I can only smile and know that Kent would spout something similar!
Keith
> For sure. Why would we assign and credibility to a former BLM lead surveyor when we have the wisdom of a self glorified serial poster to fall back on.
Actually, as I recall, Keith said he had comparatively little field experience. Certainly, his comments about the elementary operations of running lines and measuring distances are consistent with that. So, sure, if you consider riding a desk and memorizing the 1973 Manual of Surveying Instructions to be any sort of general experience, by all means pay no attention to those of us who have actually surveyed in in the private sector in the real world where boundaries actually matter.
Pincushion?
Did you pin cushion?.....Yes.
Were you wrong?......Maybe not.
You stated "4 of 6 Monuments are tight to plans (0.08') at 1100'+. The two that I am directly between, I held one and the next falls about 0.06' off, across the back."
You already have an uncertainty of between 0.06 and0.08, from what it sounds like.
0.08 in one direction might actually put you on the edge of that pipe.
How close is "close enough"?
Kent
He actually believes that 30 years of running an instrument is equal to experience in the headquarters office of BLM which had the final interpretation of the Manual and responded to every kind of complaint about land surveying.
I am sure I could dig up an answer from that office, to some technical question from the field about setting corner monuments beside an existing monument.
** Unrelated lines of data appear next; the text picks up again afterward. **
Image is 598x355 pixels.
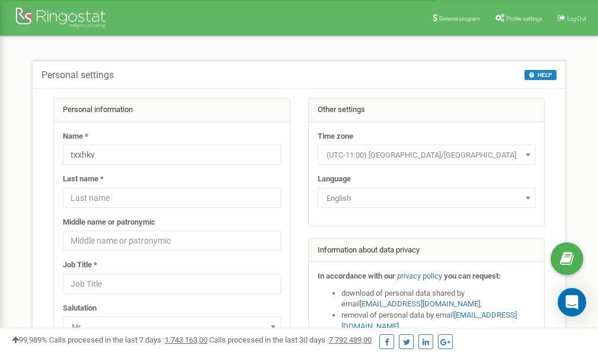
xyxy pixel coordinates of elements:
li: removal of personal data by email , [342,310,536,332]
input: Last name [63,188,281,208]
label: Last name * [63,174,104,185]
div: Open Intercom Messenger [558,288,586,317]
span: Log Out [567,15,586,22]
span: (UTC-11:00) Pacific/Midway [318,145,536,165]
strong: In accordance with our [318,272,396,280]
label: Name * [63,131,88,142]
span: English [322,190,532,207]
u: 7 792 489,00 [329,336,372,345]
div: Other settings [309,98,545,122]
div: Information about data privacy [309,239,545,263]
a: privacy policy [397,272,442,280]
span: Mr. [67,319,277,336]
span: Mr. [63,317,281,337]
u: 1 743 163,00 [165,336,208,345]
label: Salutation [63,303,97,314]
label: Job Title * [63,260,97,271]
h5: Personal settings [42,70,114,81]
span: English [318,188,536,208]
div: Personal information [54,98,290,122]
input: Job Title [63,274,281,294]
label: Middle name or patronymic [63,217,155,228]
li: download of personal data shared by email , [342,288,536,310]
button: HELP [525,70,557,80]
span: 99,989% [12,336,47,345]
a: [EMAIL_ADDRESS][DOMAIN_NAME] [360,299,480,308]
span: Calls processed in the last 30 days : [209,336,372,345]
strong: you can request: [444,272,501,280]
span: (UTC-11:00) Pacific/Midway [322,147,532,164]
input: Name [63,145,281,165]
span: Referral program [439,15,480,22]
label: Language [318,174,351,185]
span: Profile settings [506,15,543,22]
label: Time zone [318,131,353,142]
input: Middle name or patronymic [63,231,281,251]
span: Calls processed in the last 7 days : [49,336,208,345]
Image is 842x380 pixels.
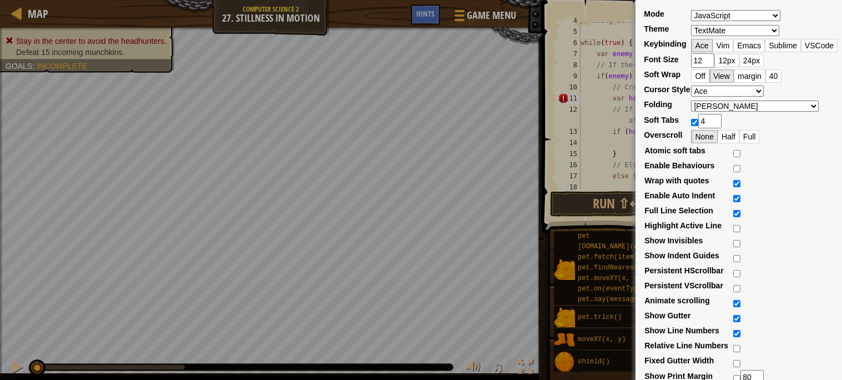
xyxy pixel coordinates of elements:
[740,54,764,67] button: 24px
[710,69,734,83] button: View
[644,129,682,140] label: Overscroll
[645,160,715,171] label: Enable Behaviours
[766,69,782,83] button: 40
[644,38,686,49] label: Keybinding
[734,69,766,83] button: margin
[645,175,709,186] label: Wrap with quotes
[645,355,714,366] label: Fixed Gutter Width
[691,130,717,143] button: None
[765,39,801,52] button: Sublime
[645,235,703,246] label: Show Invisibles
[644,23,669,34] label: Theme
[644,84,690,95] label: Cursor Style
[801,39,838,52] button: VSCode
[645,265,724,276] label: Persistent HScrollbar
[713,39,734,52] button: Vim
[691,39,712,52] button: Ace
[715,54,739,67] button: 12px
[645,205,714,216] label: Full Line Selection
[691,69,709,83] button: Off
[645,220,722,231] label: Highlight Active Line
[644,99,672,110] label: Folding
[699,114,722,128] input: Tab Size
[645,280,724,291] label: Persistent VScrollbar
[718,130,740,143] button: Half
[645,250,720,261] label: Show Indent Guides
[645,145,706,156] label: Atomic soft tabs
[645,340,729,351] label: Relative Line Numbers
[645,295,710,306] label: Animate scrolling
[645,190,715,201] label: Enable Auto Indent
[644,54,679,65] label: Font Size
[644,114,679,125] label: Soft Tabs
[645,310,691,321] label: Show Gutter
[645,325,720,336] label: Show Line Numbers
[644,8,665,19] label: Mode
[740,130,760,143] button: Full
[644,69,681,80] label: Soft Wrap
[734,39,765,52] button: Emacs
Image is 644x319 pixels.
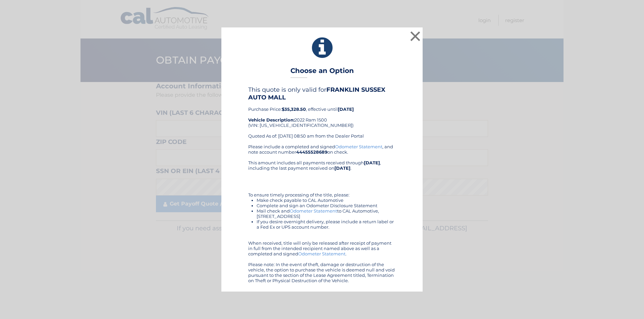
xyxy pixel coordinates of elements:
[296,149,327,155] b: 44455528689
[290,66,354,78] h3: Choose an Option
[298,251,345,256] a: Odometer Statement
[248,117,294,123] strong: Vehicle Description:
[338,106,354,112] b: [DATE]
[256,203,396,208] li: Complete and sign an Odometer Disclosure Statement
[335,144,382,149] a: Odometer Statement
[281,106,306,112] b: $35,328.50
[256,219,396,230] li: If you desire overnight delivery, please include a return label or a Fed Ex or UPS account number.
[256,208,396,219] li: Mail check and to CAL Automotive, [STREET_ADDRESS]
[248,144,396,283] div: Please include a completed and signed , and note account number on check. This amount includes al...
[256,198,396,203] li: Make check payable to CAL Automotive
[334,165,351,171] b: [DATE]
[248,86,396,101] h4: This quote is only valid for
[248,86,385,101] b: FRANKLIN SUSSEX AUTO MALL
[364,160,380,165] b: [DATE]
[248,86,396,144] div: Purchase Price: , effective until 2022 Ram 1500 (VIN: [US_VEHICLE_IDENTIFICATION_NUMBER]) Quoted ...
[409,29,422,43] button: ×
[290,208,337,214] a: Odometer Statement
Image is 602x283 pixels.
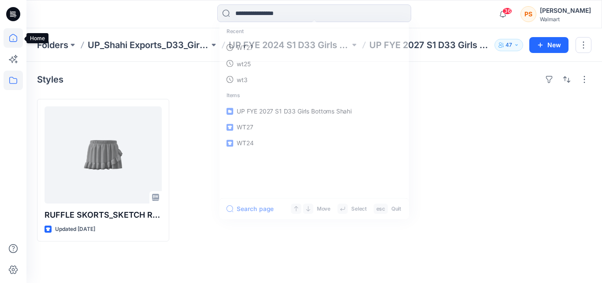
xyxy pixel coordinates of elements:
[237,59,251,68] p: wt25
[376,204,386,213] p: esc
[391,204,401,213] p: Quit
[503,7,512,15] span: 36
[351,204,367,213] p: Select
[221,24,407,40] p: Recent
[221,87,407,103] p: Items
[237,107,352,115] span: UP FYE 2027 S1 D33 Girls Bottoms Shahi
[88,39,209,51] a: UP_Shahi Exports_D33_Girls Bottoms
[506,40,512,50] p: 47
[55,224,95,234] p: Updated [DATE]
[227,203,274,213] button: Search page
[37,39,68,51] a: Folders
[237,75,247,84] p: wt3
[529,37,569,53] button: New
[540,16,591,22] div: Walmart
[495,39,523,51] button: 47
[221,135,407,151] a: WT24
[521,6,536,22] div: PS
[221,119,407,135] a: WT27
[369,39,491,51] p: UP FYE 2027 S1 D33 Girls Bottoms Shahi
[221,71,407,87] a: wt3
[45,106,162,203] a: RUFFLE SKORTS_SKETCH REVIEW MEETING
[221,40,407,56] a: WT27
[221,56,407,71] a: wt25
[540,5,591,16] div: [PERSON_NAME]
[37,74,63,85] h4: Styles
[45,208,162,221] p: RUFFLE SKORTS_SKETCH REVIEW MEETING
[237,43,253,52] p: WT27
[237,123,253,131] span: WT27
[221,103,407,119] a: UP FYE 2027 S1 D33 Girls Bottoms Shahi
[317,204,331,213] p: Move
[237,139,253,147] span: WT24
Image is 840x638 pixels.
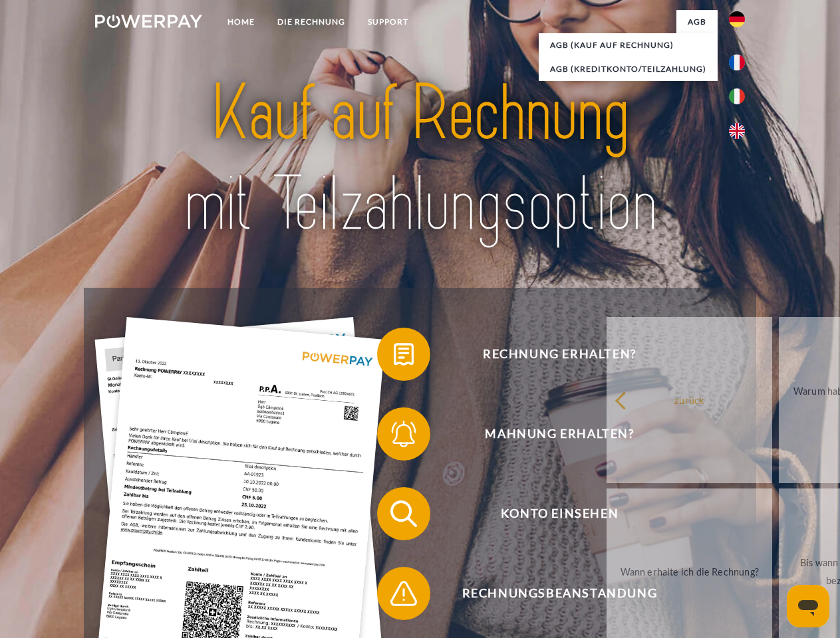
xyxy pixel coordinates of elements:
[614,562,764,580] div: Wann erhalte ich die Rechnung?
[387,417,420,451] img: qb_bell.svg
[127,64,713,254] img: title-powerpay_de.svg
[377,487,723,540] button: Konto einsehen
[614,391,764,409] div: zurück
[377,408,723,460] button: Mahnung erhalten?
[787,585,829,628] iframe: Schaltfläche zum Öffnen des Messaging-Fensters
[396,487,722,540] span: Konto einsehen
[266,10,357,34] a: DIE RECHNUNG
[396,567,722,620] span: Rechnungsbeanstandung
[216,10,266,34] a: Home
[396,327,722,381] span: Rechnung erhalten?
[676,10,717,34] a: agb
[377,567,723,620] button: Rechnungsbeanstandung
[539,33,717,57] a: AGB (Kauf auf Rechnung)
[387,497,420,531] img: qb_search.svg
[357,10,420,34] a: SUPPORT
[539,57,717,81] a: AGB (Kreditkonto/Teilzahlung)
[729,88,745,105] img: it
[377,327,723,381] button: Rechnung erhalten?
[95,15,202,28] img: logo-powerpay-white.svg
[729,55,745,70] img: fr
[387,338,420,371] img: qb_bill.svg
[396,408,722,460] span: Mahnung erhalten?
[387,577,420,610] img: qb_warning.svg
[729,11,745,27] img: de
[729,123,745,139] img: en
But would not be worth the trouble.
At one point, I was the only GS-15, Land Surveyor in the United States Government.
Keith
Kent
> He actually believes that 30 years of running an instrument is equal to experience in the headquarters office of BLM which had the final interpretation of the Manual and responded to every kind of complaint about land surveying.
Actually, what I believe is that thirty years of actual surveying experience in all areas of practice, including field work, puts the opinions of a guy who rode a desk in a federal office dealing mostly with federal lands into their proper cubicle when the real world is under discussion.
If you want to declaim about matters outside your experience or expertise, you should expect others to point out the quite limited basis for them. You've never been licensed to survey in a metes and bounds state, for example, and seem wholly ignorant on the subject.
Kent
I'm just guessing here, but I bet a skyscraper isn't located on this lot within 0.14' of the boundary line. I can't imagine the state or county or who ever owns this right of way coming back on a landowner and asking them to remove 0.14' of paving or some other kind of improvement.
Kent, how would feel knowing some surveyor in the future pulled one of your pins because he decided it was off 0.004' He would say something like "that Kent must have had a bad day when he set this corner". Maybe in the future these kind of exact measurements will be possible and they will make us look like hacks.
Now imagine talking to a survey that was born in 1850, and asking him if 0.14' is enough of a error to set a new corner. My guess is he would laugh at how silly that would seem.
Most landowners and courts don't care about such percise measurements. They just want to know where their corner is.
An old surveyor told me years ago. Measure it with a micrometer, mark it with a soap stone and cut it with a meat ax.